By: Alli Matthews
This week I’m going to share my mental health story and how God moved in those difficult times in my life. Then, I will discuss how faith and mental health actually work together.
Before I begin, I want to acknowledge that everyone’s story is different. My goal in sharing mine is to encourage you and share about how God was faithful through it. My goal is NOT for you to compare your story with mine and feel ashamed. God has all of us on different journeys. He is in your story too even if it looks vastly different than mine.
Okay, let’s dive in.
At 20-years-old, I began struggling with mental health during guess when: COVID-19. To set the scene, I was living alone in an apartment and working two days per week at a nursing home in which residents and staff had contracted the virus. Residents were dying from the virus. The world was chaos. It was the gloomy season of March and April in Michigan that was filled with cold, rainy days. Just in case I unknowingly had the virus, I was trying to keep my distance from people.
I felt “down” every day, like my heart was heavier than it had been before. Tears became a normalcy in my days. I longed to be with people and felt more alone than ever before. I knew God was with me, but I couldn’t help feeling dreadfully lonely.
I started therapy that summer. Through weekly sessions, God used therapy to challenge and heal me. I was in a better place with my mental health for about a year.
Then, as PA school approached, I started struggling with anxiety. It started with nightmares and panic attacks. Starting PA school felt like an impending doom, as if life as I knew it would never be the same.
And PA school did make life very different and much more difficult. Through the stress of multiple exams per week, my chronic worrying somehow gave birth to this new social anxiety. I found myself obsessively pondering almost every interaction I had with people, replaying conversations over and over in my head and cringing at what things I had said. The weight of it felt like it would never be lifted. I started to wonder if this was just part of who I am.
I tried going to a free therapist on campus because therapy had helped me so much before. It did help again, except for one thing my therapist said. It wasn’t like she said it to be rude or unhelpful. She just made a casual comment in which she referred to me as a “worrier”.
That shocked me at first. Before PA school, I never thought of myself as a “worrier”. Yet, I quickly accepted that term as part of who I am. I would talk about an exam I was nervous about and make a little comment about how it’s because “I’m just a worrier.” I totally let that therapist define my identity without realizing it.
A few months later, God graciously led me to a podcast that reminded me of my true identity in Christ: chosen, a new creation, the righteousness of God, a holy saint. Relearning about who I truly am in Christ allowed me to lean into His strength to overcome my anxiety.
Don’t get me wrong – I still struggle with anxiety. Some seasons are more difficult than others. God has not fully healed me. However, I can look back on the past few years and see the Lord’s presence and faithfulness in my struggles with mental health. Therefore, I can trust that He will be with me through every challenging time in my life.
This is how faith and mental health work together.
Wait what?
You might be wondering how I can say that if I still have anxiety.
Our God is a healer, but what if He doesn’t heal our mental illness when we ask Him to? What if He allows us to continue to suffer? Does that mean He doesn’t love us? Does that mean He isn’t faithful?
James 1:2-4 says, “Consider it pure joy, my brothers and sisters, whenever you face trials of many kinds, because you know that the testing of your faith produces perseverance. Let perseverance finish its work so that you may be mature and complete, not lacking anything.”
What if God is using your mental health struggles to bring you closer to himself? What if He is using this difficult season to produce perseverance and grow your faith?
I think it’s easy for us to not feel like we’re growing in the hard moments. It’s easy to feel like we are far from God when we are struggling. However, our feelings are not what define our faith.
As a reminder from last week, Hebrews 11:1 says, “Now faith is confidence in what we hope for and assurance about what we do not see.” Faith is not a feeling. On the contrary, faith is confidence in what we cannot see or do not feel.
Even though I still feel anxious sometimes, I have faith that God is using the trials I go through, such as mental illness, to produce perseverance and maturity in my heart.
Even though I still worry sometimes, I have faith that I’m not a worrier but instead chosen by God, a new creation, the righteousness of God, and a holy saint. Because that’s who God says I am.
Having faith does not necessarily heal us from mental illness or take it away, but God uses mental illness to grow our faith in Him.
I don’t want to minimize the pain you’re experiencing. Jesus sees your struggle and empathizes with you. He cares for you and wants to hear your real feelings. He wants all of you.
But the Bible says we can actually consider our trials pure joy. We can rejoice in our hardships because God is with us in them and is using them for our good. Jesus promises that he is with us in Matthew 28:20 when he says, “…And surely I am with you always, to the very end of the age.”
Next week, we will continue the Mental Health Series, focusing in on anxiety. The title is Three Practical and Biblical Ways to Fight Anxiety. If you have ever struggled with worry, I highly encourage you to read it. I’ll leave you with a verse of encouragement to remind you that God is for you, even in your struggle:
“And we know that in all things God works for the good of those who love him, who have been called according to his purpose.”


◆ ASSIGNED TASK
Filter the listing below down to the lines with the word "Артикул" and copy those.

◆ DATA FOR THE TASK
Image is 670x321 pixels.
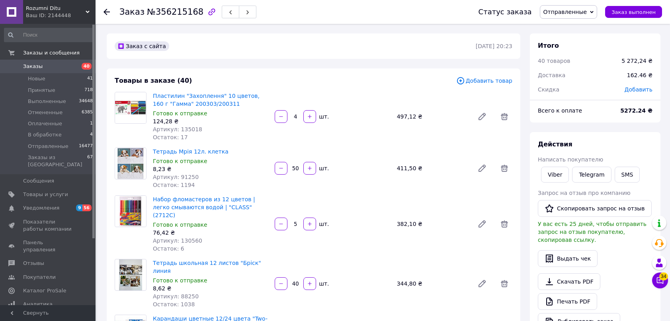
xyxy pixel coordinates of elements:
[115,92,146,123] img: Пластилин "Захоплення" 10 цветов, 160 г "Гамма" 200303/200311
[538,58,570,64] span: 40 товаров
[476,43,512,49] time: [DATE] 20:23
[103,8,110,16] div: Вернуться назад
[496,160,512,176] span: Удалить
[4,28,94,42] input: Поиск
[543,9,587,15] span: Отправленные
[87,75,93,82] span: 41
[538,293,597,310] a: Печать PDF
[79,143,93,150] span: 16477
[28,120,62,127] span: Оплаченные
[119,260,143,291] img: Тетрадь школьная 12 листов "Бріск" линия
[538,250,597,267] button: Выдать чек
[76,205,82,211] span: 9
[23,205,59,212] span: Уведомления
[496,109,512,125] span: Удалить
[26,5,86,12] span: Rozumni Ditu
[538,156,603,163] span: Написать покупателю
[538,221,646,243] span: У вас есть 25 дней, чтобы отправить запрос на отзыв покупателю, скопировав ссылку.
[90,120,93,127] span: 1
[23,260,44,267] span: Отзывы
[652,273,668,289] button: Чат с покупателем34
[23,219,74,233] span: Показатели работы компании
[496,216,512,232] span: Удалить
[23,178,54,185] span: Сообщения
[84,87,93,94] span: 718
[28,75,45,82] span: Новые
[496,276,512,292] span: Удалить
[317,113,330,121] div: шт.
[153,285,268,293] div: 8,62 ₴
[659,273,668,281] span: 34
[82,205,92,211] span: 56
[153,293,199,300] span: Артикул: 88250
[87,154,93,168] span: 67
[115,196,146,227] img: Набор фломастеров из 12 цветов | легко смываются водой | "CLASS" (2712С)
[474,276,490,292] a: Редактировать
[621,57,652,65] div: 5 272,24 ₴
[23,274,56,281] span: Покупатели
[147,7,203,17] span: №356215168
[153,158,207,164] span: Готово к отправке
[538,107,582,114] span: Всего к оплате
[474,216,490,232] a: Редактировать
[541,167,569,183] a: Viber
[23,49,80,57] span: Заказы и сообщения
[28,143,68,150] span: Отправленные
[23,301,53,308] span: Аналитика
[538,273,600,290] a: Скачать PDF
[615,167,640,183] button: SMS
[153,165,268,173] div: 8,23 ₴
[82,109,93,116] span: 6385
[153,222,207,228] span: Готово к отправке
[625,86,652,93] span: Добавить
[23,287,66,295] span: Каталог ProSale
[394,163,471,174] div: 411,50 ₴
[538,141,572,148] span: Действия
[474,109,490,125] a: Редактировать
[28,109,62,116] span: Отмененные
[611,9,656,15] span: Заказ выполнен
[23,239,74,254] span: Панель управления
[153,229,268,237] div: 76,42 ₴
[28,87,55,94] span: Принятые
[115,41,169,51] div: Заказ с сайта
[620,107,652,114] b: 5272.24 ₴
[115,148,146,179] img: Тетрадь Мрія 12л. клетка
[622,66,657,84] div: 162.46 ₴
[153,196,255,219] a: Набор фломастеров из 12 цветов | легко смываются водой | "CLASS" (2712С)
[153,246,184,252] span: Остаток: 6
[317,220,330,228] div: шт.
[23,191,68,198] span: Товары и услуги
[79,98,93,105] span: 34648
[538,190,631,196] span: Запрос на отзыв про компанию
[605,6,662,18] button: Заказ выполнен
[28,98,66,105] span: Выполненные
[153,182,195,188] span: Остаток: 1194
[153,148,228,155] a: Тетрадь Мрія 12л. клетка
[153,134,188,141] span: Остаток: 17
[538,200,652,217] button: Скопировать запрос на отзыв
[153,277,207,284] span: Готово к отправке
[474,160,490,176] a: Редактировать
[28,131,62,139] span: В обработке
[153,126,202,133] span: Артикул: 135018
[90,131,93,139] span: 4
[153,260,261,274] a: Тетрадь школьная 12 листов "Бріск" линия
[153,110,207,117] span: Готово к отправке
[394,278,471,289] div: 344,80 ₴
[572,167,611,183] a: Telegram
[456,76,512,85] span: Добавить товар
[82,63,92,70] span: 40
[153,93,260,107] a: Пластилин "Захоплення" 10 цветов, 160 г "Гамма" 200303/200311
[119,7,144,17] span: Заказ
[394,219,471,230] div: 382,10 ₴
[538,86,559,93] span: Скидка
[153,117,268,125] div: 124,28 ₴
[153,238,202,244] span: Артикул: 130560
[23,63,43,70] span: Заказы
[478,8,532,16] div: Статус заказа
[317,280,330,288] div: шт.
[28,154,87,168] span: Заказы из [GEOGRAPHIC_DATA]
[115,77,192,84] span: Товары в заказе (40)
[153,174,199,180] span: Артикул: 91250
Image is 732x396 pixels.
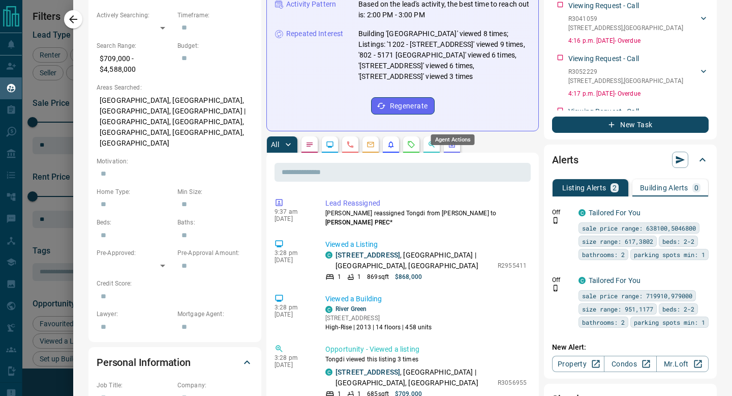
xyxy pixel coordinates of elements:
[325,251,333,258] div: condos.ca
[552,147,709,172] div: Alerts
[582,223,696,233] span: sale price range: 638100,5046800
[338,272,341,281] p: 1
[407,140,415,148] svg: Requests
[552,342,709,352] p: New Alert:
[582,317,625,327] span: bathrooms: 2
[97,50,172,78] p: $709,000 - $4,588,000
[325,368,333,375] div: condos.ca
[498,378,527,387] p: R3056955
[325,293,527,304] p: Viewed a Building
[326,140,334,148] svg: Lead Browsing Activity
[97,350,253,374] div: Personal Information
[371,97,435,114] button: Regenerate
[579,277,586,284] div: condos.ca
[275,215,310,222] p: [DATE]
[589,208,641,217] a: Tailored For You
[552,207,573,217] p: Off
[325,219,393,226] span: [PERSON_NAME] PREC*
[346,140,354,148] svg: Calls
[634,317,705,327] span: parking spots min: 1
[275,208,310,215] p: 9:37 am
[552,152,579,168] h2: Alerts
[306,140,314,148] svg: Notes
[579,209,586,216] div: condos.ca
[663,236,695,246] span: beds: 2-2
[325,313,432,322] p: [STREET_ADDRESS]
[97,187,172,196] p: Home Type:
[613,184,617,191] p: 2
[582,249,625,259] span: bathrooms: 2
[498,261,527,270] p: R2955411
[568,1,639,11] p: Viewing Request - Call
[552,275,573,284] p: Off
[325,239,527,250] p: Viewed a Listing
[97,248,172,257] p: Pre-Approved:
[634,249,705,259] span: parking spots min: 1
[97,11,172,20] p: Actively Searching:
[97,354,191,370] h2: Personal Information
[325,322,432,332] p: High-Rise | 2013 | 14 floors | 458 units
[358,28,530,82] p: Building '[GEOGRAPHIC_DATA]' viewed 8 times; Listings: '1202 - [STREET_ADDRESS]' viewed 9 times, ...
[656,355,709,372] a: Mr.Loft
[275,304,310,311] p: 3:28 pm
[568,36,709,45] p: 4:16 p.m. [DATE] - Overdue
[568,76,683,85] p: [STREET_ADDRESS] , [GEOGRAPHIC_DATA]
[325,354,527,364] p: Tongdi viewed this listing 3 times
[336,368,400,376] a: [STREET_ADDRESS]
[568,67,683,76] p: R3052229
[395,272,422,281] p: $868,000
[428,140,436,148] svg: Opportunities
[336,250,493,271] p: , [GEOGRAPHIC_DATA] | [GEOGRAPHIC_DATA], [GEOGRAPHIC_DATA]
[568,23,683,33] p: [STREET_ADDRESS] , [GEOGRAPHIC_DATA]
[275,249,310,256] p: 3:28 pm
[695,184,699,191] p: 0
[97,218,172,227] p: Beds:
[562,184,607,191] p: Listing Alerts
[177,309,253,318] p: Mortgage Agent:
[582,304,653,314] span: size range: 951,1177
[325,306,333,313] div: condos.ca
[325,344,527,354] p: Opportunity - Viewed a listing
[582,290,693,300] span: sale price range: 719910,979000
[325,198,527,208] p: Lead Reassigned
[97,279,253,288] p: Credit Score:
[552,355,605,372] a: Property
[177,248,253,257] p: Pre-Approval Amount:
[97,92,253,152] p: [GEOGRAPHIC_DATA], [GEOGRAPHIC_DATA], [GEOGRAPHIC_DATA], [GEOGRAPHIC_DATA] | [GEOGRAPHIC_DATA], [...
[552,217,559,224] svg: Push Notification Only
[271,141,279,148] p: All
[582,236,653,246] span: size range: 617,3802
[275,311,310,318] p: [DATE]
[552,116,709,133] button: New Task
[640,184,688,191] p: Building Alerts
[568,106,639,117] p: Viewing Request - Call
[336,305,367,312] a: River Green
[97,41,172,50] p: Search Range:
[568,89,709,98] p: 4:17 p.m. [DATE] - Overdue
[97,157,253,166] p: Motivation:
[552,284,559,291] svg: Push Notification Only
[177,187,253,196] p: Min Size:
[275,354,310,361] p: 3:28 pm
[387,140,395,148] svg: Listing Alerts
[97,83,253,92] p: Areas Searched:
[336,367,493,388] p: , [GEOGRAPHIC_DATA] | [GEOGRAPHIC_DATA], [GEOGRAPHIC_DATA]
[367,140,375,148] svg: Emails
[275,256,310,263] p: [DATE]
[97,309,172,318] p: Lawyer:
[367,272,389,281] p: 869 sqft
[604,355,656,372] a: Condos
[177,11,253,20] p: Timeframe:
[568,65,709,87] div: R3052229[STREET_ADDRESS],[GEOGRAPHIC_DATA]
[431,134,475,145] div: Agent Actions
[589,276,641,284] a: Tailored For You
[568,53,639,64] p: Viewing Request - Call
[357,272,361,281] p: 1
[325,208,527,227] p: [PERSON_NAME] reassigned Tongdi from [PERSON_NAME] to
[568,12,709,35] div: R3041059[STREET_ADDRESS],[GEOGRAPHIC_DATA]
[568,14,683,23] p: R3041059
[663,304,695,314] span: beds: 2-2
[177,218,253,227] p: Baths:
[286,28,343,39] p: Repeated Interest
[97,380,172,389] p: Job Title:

◆ WRITTEN SOLUTION
[153,293,199,300] span: Артикул: 88250
[153,126,202,133] span: Артикул: 135018
[153,238,202,244] span: Артикул: 130560
[153,174,199,180] span: Артикул: 91250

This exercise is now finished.